I made an educated guess that the place was Granite Canyon mostly because it looked right on the map.  I remembered the lake at the top after the trees fell away and the map showed a little blue dot called Marion Lake.  I recalled it being a strenuous hike but I attributed much of that to the gear I was carrying that day 18 years ago.  But sure enough, after the first two miles, the trail curved to the left into the canyon and started a serious climb.  As we walked, enough views looked familiar that I knew we were on the right trail but the kids were beginning to tire and it was already a five mile round trip for them, so Quimby agreed to play with them in the river while I forged ahead in search of my dream.  

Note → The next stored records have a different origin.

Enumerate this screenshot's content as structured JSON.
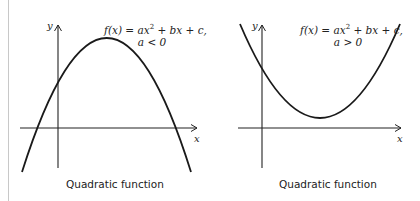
{
  "panels": [
    {
      "id": "concave-down",
      "formula": {
        "line1_prefix": "f(x) = ax",
        "line1_exp": "2",
        "line1_suffix": " + bx + c,",
        "line2": "a < 0"
      },
      "axis_labels": {
        "x": "x",
        "y": "y"
      },
      "caption": "Quadratic function",
      "curve_color": "#1a1a1a",
      "axis_color": "#222222"
    },
    {
      "id": "concave-up",
      "formula": {
        "line1_prefix": "f(x) = ax",
        "line1_exp": "2",
        "line1_suffix": " + bx + c,",
        "line2": "a > 0"
      },
      "axis_labels": {
        "x": "x",
        "y": "y"
      },
      "caption": "Quadratic function",
      "curve_color": "#1a1a1a",
      "axis_color": "#222222"
    }
  ]
}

Freed from the pace of the kids, I ran up that mountain.  As the shadows lengthened, the river fell away below me and the path narrowed, while my eyes scanned the contour of the opposite canyon wall until it seemed to match a picture I had taken on that trip.  Finally, just by chance, two hours later, I saw what looked like the remains of a trail veering out to the edge and on a gamble that perhaps the trail had reworked itself in the intervening years, I scrambled through the brush.  

I could have so easily walked right past it but I didn't.  Here I was, my 43-year-old self in search of my 25-year-old self based on an artist's sketch by an unreliable witness.  It was the spot, but it wasn't how I had remembered it.  The underbrush had overtaken the little clearing where my tent had stood and the trees were bigger.  Erosion had exposed countless rocks that were buried in the soil.  As I stood there taking in the view, it suddenly seemed like a foolish idea, the significance I had attached to this place.  And yet, sweating and dehydrated with no water, eight and a half miles in and four thousand feet of elevation up, and facing at least a two and a half hour hike out if I did it at the limit of my physical abilities, I suddenly realized that both my younger self and the mountain were speaking to me again. The answers, they said, weren't here anymore.

Somewhere down in that valley, my wife and kids were waiting for me and the thought that the last time I sat on this spot I couldn't have conceived of them brought a smile to my face.  Still smiling, I said a quiet goodbye to my ghost and the mountain and turned back towards the valley.  I still had eight and a half hard miles ahead of me but I was also half way there.